How do people shower at Burning Man?

TikTokers have been taking people behind the scenes of Burning Man for several years now. But one woman is currently going viral for showing just how festival-goers manage to shower during the eight-day event — if you can even call it a real shower.

According to Angie Peacock (@angiepeacockmsw), this was her first time attending the annual festival, in which thousands of people gather in Nevada’s Black Rock Desert to celebrate music, art and culture. While Peacock knew the event would be unavoidably dirty, she thought she’d be able to rinse off at the end of each day.

“This is really funny, but I thought showers were included; at least that’s what they told me,” Peacock says to the camera at the start of her video. “So here I’m thinking, like, Planet Fitness-looking showers.”

Instead of having access to indoor shower stalls with working faucets, three walls and decent water pressure, attendees must rinse off in crudely constructed outdoor showers with a tarp, some metal poles and a bucket and hose.
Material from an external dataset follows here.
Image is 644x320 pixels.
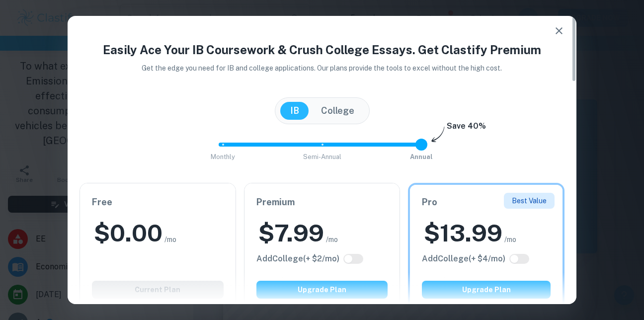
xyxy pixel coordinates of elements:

As Peacock demonstrates, anyone who wants to wash must first fill a bucket of water at a nearby filling station. Then, after hanging the bucket inside the shower and placing the end of a hose inside, they have to wave their fob in front of a sensor to make the water turn on.

Peacock says, “You basically have eight seconds to rinse off,” since the water is being pumped in short spurts from inside the bucket.

“Im just going to be dirty,” Peacock wrote in her TikTok caption. “Ive embraced the dust.”

The video has received more than 3.2 million views since first being shared, and, based on the comments, it isn’t selling other TikTok users on the festival.

“It’s crazy how much I never want to go to burning man,” commented @keri_nyx.

“What’s the opposite of FOMO?” joked @nativetexans.

Some users said it gave them Fyre Fest and Woodstock ’99 vibes, while others simply couldn’t believe how much people would pay to essentially camp in the desert with limited resources.

“Having a fob scanner for a bucket of brown water is wild,” wrote @user5289013802319.

It’s no secret that tickets to the festival are pricey. According to BurningMan.org, tickets cost $575, and vehicle passes are $140, but that doesn’t include food or travel. That said, the nonprofit points out that most festivals are similarly priced, and the event lasts for more than a week.

There’s also a reason why so many people return to Black Rock year after year. The event, according to festival-goers like Peacock, promotes a sense of “community and acceptance,” with attendees participating in activities, collective art projects and the symbolic “Burning Man” fire at the end of the week. And as for all the dust, sand and dirt? Most festival-goers understand that it’s par for the course.

In fact, Peacock herself seemed to move quickly past the inconveniences.

As she explained in a second TikTok, it’s kind of hard to understand the magic of Burning Man unless you’ve experienced it yourself.

“I just have to say, I’m just like, I kind of want to cry,” the TikToker admitted. “It’s just so beautiful.”

“It’s like, everyone’s themselves, unapologetically, and it’s weird, and it’s twisted, and it makes you question your own sense of reality. And it feels like love and community and acceptance and fun and just humanness, I guess. I love it!”